WORK TO COMPLETE: Transcribe exactly, and only, the lines from the one containing "Describe the element" through the end of the entries below, leaving the pictures out.

[Records drawn from a dataset]
····················
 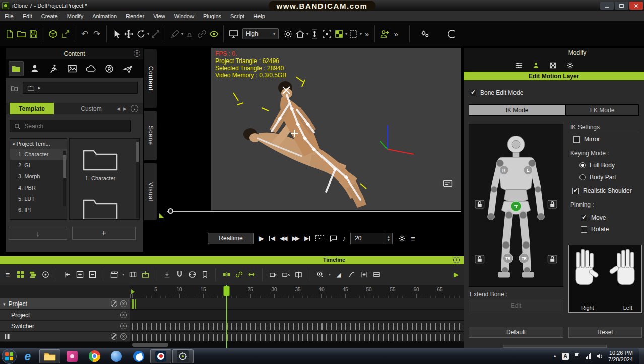 What do you see at coordinates (231, 238) in the screenshot?
I see `realtime-button: Realtime` at bounding box center [231, 238].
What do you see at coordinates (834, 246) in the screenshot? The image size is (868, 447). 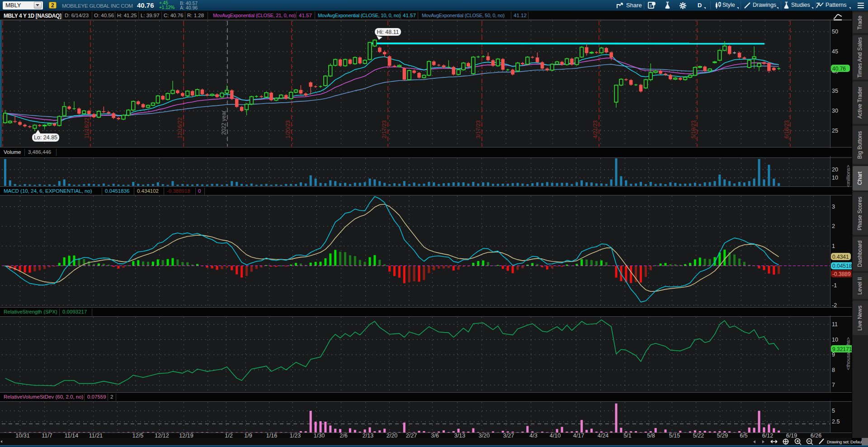 I see `svg-text: 1` at bounding box center [834, 246].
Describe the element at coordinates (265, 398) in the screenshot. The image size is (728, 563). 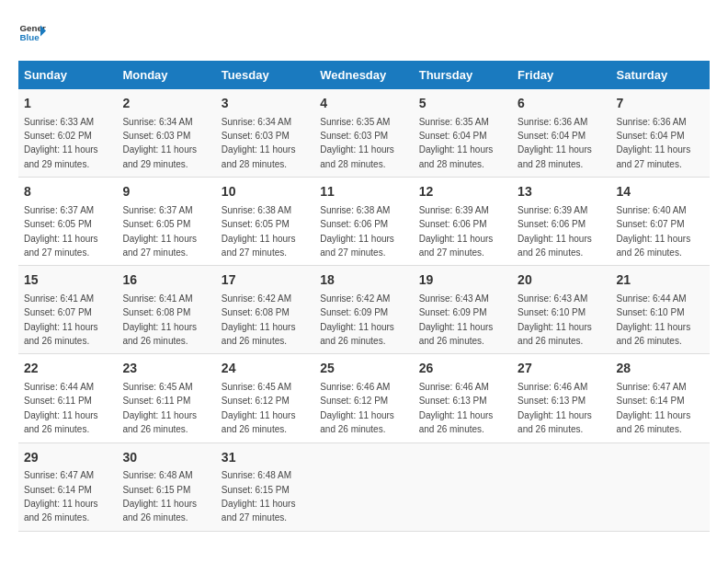
I see `calendar-cell: 24 Sunrise: 6:45 AMSunset: 6:12 PMDaylig…` at that location.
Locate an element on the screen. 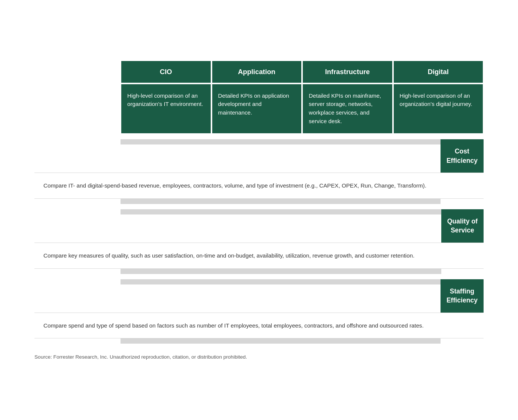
····················
THE ANSWER:
Describe the element at coordinates (265, 398) in the screenshot. The image size is (728, 563). 
I see `calendar-cell: 24 Sunrise: 6:45 AMSunset: 6:12 PMDaylig…` at that location.
Locate an element on the screen. 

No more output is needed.